Given the scale of the exchanges, we will not have to count on any issuer of CDS to absorb a default concerning all these investors: AIG, the main American insurance group and main issuer of CDS during the financial crisis of 2007- 2009 almost died and was saved at the last minute by the United States Federal Reserve which granted it a loan of 80% of its capital.
Despite the recent history of the last major global financial crisis, today we see the development, once again, of these dangerous products for the sole purpose of luring investors to the detriment of awareness of the risk they may incur. And even more serious, these products can only harm the proper functioning of the financial markets themselves.
The financial crisis could then spread rapidly to the global economy, giving way to a new recession.
Added to this is the pressure exerted by the US private banking lobby on the regulatory authorities to call into question or at least reduce the weight of the stress tests. These tests, which measure the adequacy of the capital and liquidity held by banks to cope with crises, have been required since the 2007-2009 financial crisis and are intended to avoid taxpayers having to bail out their banks. The mandate of the new President of the United States, an apostle of deregulation, does not augur well for the future, other than arbitration against the monetary and financial authorities and recourse to blind laisser faire.
It is likely that the beginnings of a new financial crisis are in the making, and given the value of the transactions carried out by the world’s financial markets, this crisis would be more serious than the last one.
-The myopia of disaster
A recent concept used in behavioural microeconomics, that of disaster myopia ( Guttentag / Harrington 1986 ), seems to us to be particularly appropriate to the situation. This concept formalises the behaviour of company directors who measure the occurrence of a risk or economic shock according to the memory they have of it.
This memory depends on the length of time elapsed since the last occurrence of this risk or shock.

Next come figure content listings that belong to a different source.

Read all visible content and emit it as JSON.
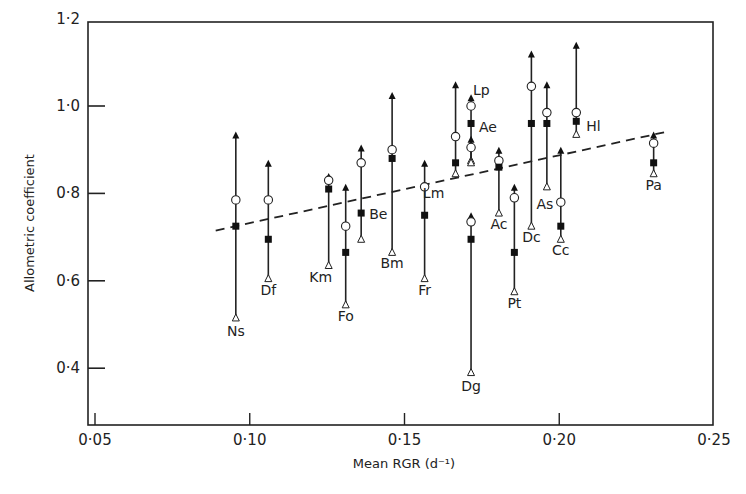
{
  "chart_data": {
    "type": "scatter",
    "title": "",
    "xlabel": "Mean RGR (d⁻¹)",
    "ylabel": "Allometric coefficient",
    "xlim": [
      0.048,
      0.25
    ],
    "ylim": [
      0.28,
      1.2
    ],
    "x_ticks": [
      0.05,
      0.1,
      0.15,
      0.2,
      0.25
    ],
    "x_tick_labels": [
      "0·05",
      "0·10",
      "0·15",
      "0·20",
      "0·25"
    ],
    "y_ticks": [
      0.4,
      0.6,
      0.8,
      1.0,
      1.2
    ],
    "y_tick_labels": [
      "0·4",
      "0·6",
      "0·8",
      "1·0",
      "1·2"
    ],
    "grid": false,
    "legend": null,
    "markers": {
      "upper": "filled-up-triangle",
      "circle": "open-circle",
      "square": "filled-square",
      "lower": "open-up-triangle"
    },
    "series": [
      {
        "name": "Ns",
        "x": 0.0955,
        "upper": 0.935,
        "circle": 0.785,
        "square": 0.725,
        "lower": 0.515
      },
      {
        "name": "Df",
        "x": 0.106,
        "upper": 0.87,
        "circle": 0.785,
        "square": 0.695,
        "lower": 0.605
      },
      {
        "name": "Km",
        "x": 0.1255,
        "upper": 0.84,
        "circle": 0.83,
        "square": 0.81,
        "lower": 0.635
      },
      {
        "name": "Fo",
        "x": 0.131,
        "upper": 0.815,
        "circle": 0.725,
        "square": 0.665,
        "lower": 0.545
      },
      {
        "name": "Be",
        "x": 0.136,
        "upper": 0.905,
        "circle": 0.87,
        "square": 0.755,
        "lower": 0.695
      },
      {
        "name": "Bm",
        "x": 0.146,
        "upper": 1.025,
        "circle": 0.9,
        "square": 0.88,
        "lower": 0.665
      },
      {
        "name": "Fr",
        "x": 0.1565,
        "upper": 0.87,
        "circle": 0.815,
        "square": 0.75,
        "lower": 0.605
      },
      {
        "name": "Lm",
        "x": 0.1665,
        "upper": 1.05,
        "circle": 0.93,
        "square": 0.87,
        "lower": 0.845
      },
      {
        "name": "Lp",
        "x": 0.1715,
        "upper": 1.02,
        "circle": 1.0,
        "square": 0.96,
        "lower": 0.875
      },
      {
        "name": "Ae",
        "x": 0.1715,
        "upper": 0.925,
        "circle": 0.905,
        "square": null,
        "lower": 0.87
      },
      {
        "name": "Dg",
        "x": 0.1715,
        "upper": 0.75,
        "circle": 0.735,
        "square": 0.695,
        "lower": 0.39
      },
      {
        "name": "Ac",
        "x": 0.1805,
        "upper": 0.9,
        "circle": 0.875,
        "square": 0.86,
        "lower": 0.755
      },
      {
        "name": "Pt",
        "x": 0.1855,
        "upper": 0.815,
        "circle": 0.79,
        "square": 0.665,
        "lower": 0.575
      },
      {
        "name": "Dc",
        "x": 0.191,
        "upper": 1.12,
        "circle": 1.045,
        "square": 0.96,
        "lower": 0.725
      },
      {
        "name": "As",
        "x": 0.196,
        "upper": 1.05,
        "circle": 0.985,
        "square": 0.96,
        "lower": 0.815
      },
      {
        "name": "Cc",
        "x": 0.2005,
        "upper": 0.9,
        "circle": 0.78,
        "square": 0.725,
        "lower": 0.695
      },
      {
        "name": "Hl",
        "x": 0.2055,
        "upper": 1.14,
        "circle": 0.985,
        "square": 0.965,
        "lower": 0.935
      },
      {
        "name": "Pa",
        "x": 0.2305,
        "upper": 0.935,
        "circle": 0.915,
        "square": 0.87,
        "lower": 0.845
      }
    ],
    "regression_line": {
      "style": "dashed",
      "x": [
        0.089,
        0.234
      ],
      "y": [
        0.715,
        0.94
      ]
    }
  }
}
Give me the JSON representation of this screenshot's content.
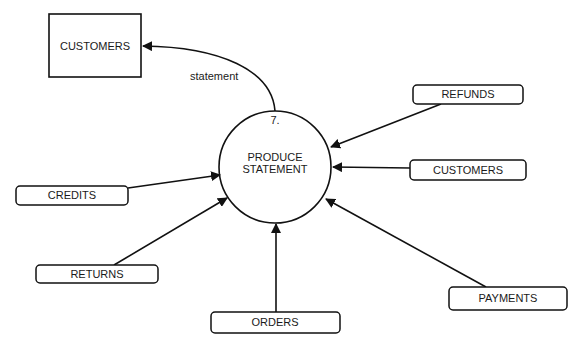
{
  "diagram": {
    "type": "data-flow-diagram",
    "process": {
      "number": "7.",
      "label_line1": "PRODUCE",
      "label_line2": "STATEMENT"
    },
    "external_entity": {
      "label": "CUSTOMERS"
    },
    "output_flow": {
      "label": "statement",
      "from": "PRODUCE STATEMENT",
      "to": "CUSTOMERS"
    },
    "data_stores": [
      {
        "id": "refunds",
        "label": "REFUNDS"
      },
      {
        "id": "customers",
        "label": "CUSTOMERS"
      },
      {
        "id": "credits",
        "label": "CREDITS"
      },
      {
        "id": "returns",
        "label": "RETURNS"
      },
      {
        "id": "orders",
        "label": "ORDERS"
      },
      {
        "id": "payments",
        "label": "PAYMENTS"
      }
    ],
    "colors": {
      "line": "#111111",
      "background": "#ffffff"
    }
  }
}
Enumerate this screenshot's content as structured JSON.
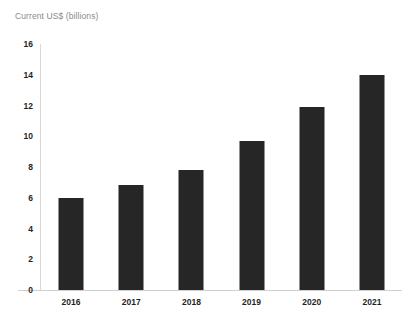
{
  "chart_data": {
    "type": "bar",
    "title": "Current US$ (billions)",
    "xlabel": "",
    "ylabel": "Current US$ (billions)",
    "categories": [
      "2016",
      "2017",
      "2018",
      "2019",
      "2020",
      "2021"
    ],
    "values": [
      6.0,
      6.8,
      7.8,
      9.7,
      11.9,
      14.0
    ],
    "ylim": [
      0,
      16
    ],
    "y_ticks": [
      "0",
      "2",
      "4",
      "6",
      "8",
      "10",
      "12",
      "14",
      "16"
    ],
    "y_tick_values": [
      0,
      2,
      4,
      6,
      8,
      10,
      12,
      14,
      16
    ],
    "grid": false,
    "legend": "none",
    "bar_color": "#262626",
    "axis_color": "#d8d8d8",
    "title_color": "#8a8a8a",
    "tick_label_color": "#1f1f1f",
    "background_color": "#ffffff"
  }
}
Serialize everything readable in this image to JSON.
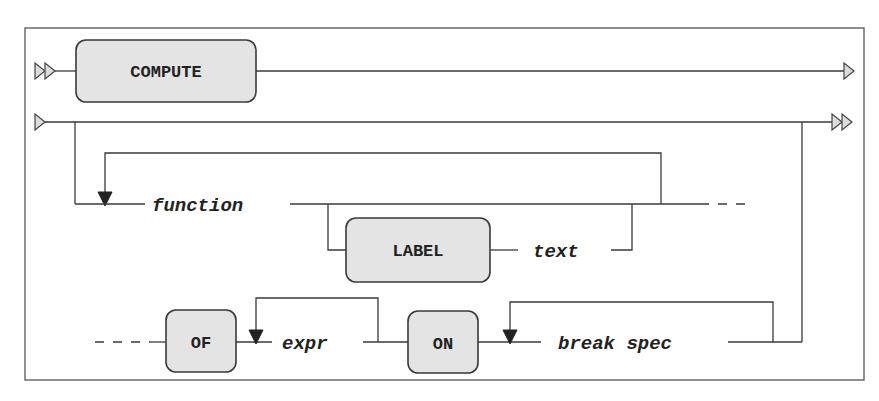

When the probability of occurrence is considered almost zero, because it is too distant in time or even considered to have a random periodicity, then we can speak of disaster myopia.
This attitude prevents the understanding and analysis of the warning signs of future difficulties and leads to them being accentuated by aggravating decisions because they forget the lessons learned from previous events.
We can say that we are there….but this time, unfortunately, the “disaster myopia” applies to the scale of global economic and financial authorities.